Gartner Predicts by 2028, Explainable AI Will Drive LLM Observability Investments to 50% for .......
Gartner, Inc., a business
and technology insights company, predicts that by 2028, the growing importance
of explainable AI (XAI) will drive large language model (LLM) observability
investments to 50% of GenAI deployments, up from 15% today.
Gartner defines XAI as a set
of capabilities that describes a model, highlights its strengths and
weaknesses, predicts its likely behavior and identifies any potential biases.

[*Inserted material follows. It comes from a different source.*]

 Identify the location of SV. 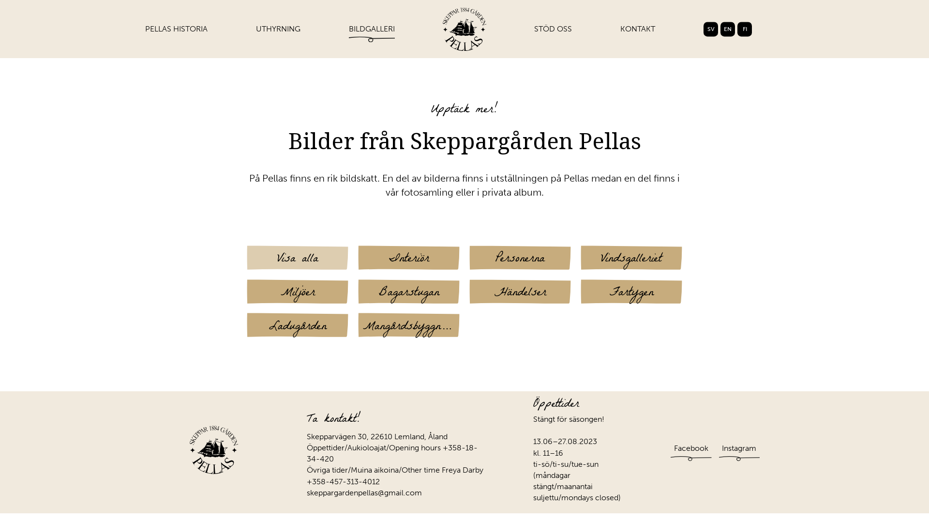
(711, 29).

It can clarify a model’s functioning to a specific audience to enable accuracy,
fairness, accountability, stability and transparency in algorithmic decision
making.
LLM observability solutions
monitor, analyze and provide actionable insights into the behavior and
performance of LLMs. They go beyond standard IT measurements, such as response
times to look at specific LLM metrics such as hallucinations, bias and token
utilization. These tools are used by teams that develop and operationalize AI
systems, and increasingly by IT operations and SREs responsible for the
performance and resilience of these systems in production.

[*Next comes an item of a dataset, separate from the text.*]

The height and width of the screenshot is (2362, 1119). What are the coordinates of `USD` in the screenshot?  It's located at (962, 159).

“As enterprises scale GenAI, the trust requirement
grows faster than the technology itself,” said Pankaj Prasad, Sr Principal Analyst at Gartner. “XAI provides visibility into why a model
responded a certain way, while LLM observability validates how that response
was generated and whether it can be relied on.
“Without robust XAI and observability foundations, GenAI
initiatives will be restricted to low risk, internal, or noncritical tasks
where output verification is easily managed or inconsequential, severely
limiting the potential return on
investment.”
Growing Need for XAI and LLM Observability as Mandatory Trust Mechanisms
Gartner forecasts the global GenAI models market will exceed $25 billion
in 2026 and reach $75 billion by 2029, driven by rapid adoption across
industries. As usage increases, so does the need for
mechanisms that verify AI-generated content and protect against hallucinations,
factual inaccuracies and biased reasoning.

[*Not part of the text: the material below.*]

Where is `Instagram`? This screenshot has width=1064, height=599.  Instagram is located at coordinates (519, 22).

“Traditional observability
is focused on speed and cost, but the priority is now moving toward deeper
quality measures such as factual accuracy, logical correctness and sycophancy.
This shift requires new governance-focused metrics and evaluation methods, such
as human-in-the-loop validation of the generated content’s narrative and
citation accuracy,” said Prasad.
“Explainability turns a
GenAI output into a defensible, auditable insight. LLM observability ensures
the model behaves as expected over time. Without both, GenAI cannot mature
beyond controlled lab environments.”
To improve the reliability, transparency and business value of GenAI use
cases, organizations should prioritize the following
steps:
· XAI Tracing for High Impact Use Cases: Mandate verifiable XAI tracing for all high-impact to
document the model’s reasoning steps and the source data behind each output.
· Multidimensional LLM Observability: Prioritize observability platforms
that monitor latency, drift, token usage and cost, error rates, and output‑quality metrics to ensure reliable GenAI
performance.
· Continuous LLM Evaluation in CI/CD Pipelines: Integrate LLM evaluation metrics, including factual‑accuracy benchmarks and safety checks, into
continuous integration (CI)/continuous delivery (CD) pipelines for continuous
validation before deployment.
· Stakeholder Education on Explainability Requirements: Educate legal, compliance, and other key
stakeholders on explainability requirements to ensure alignment on risk,
governance expectations, and implementation challenges.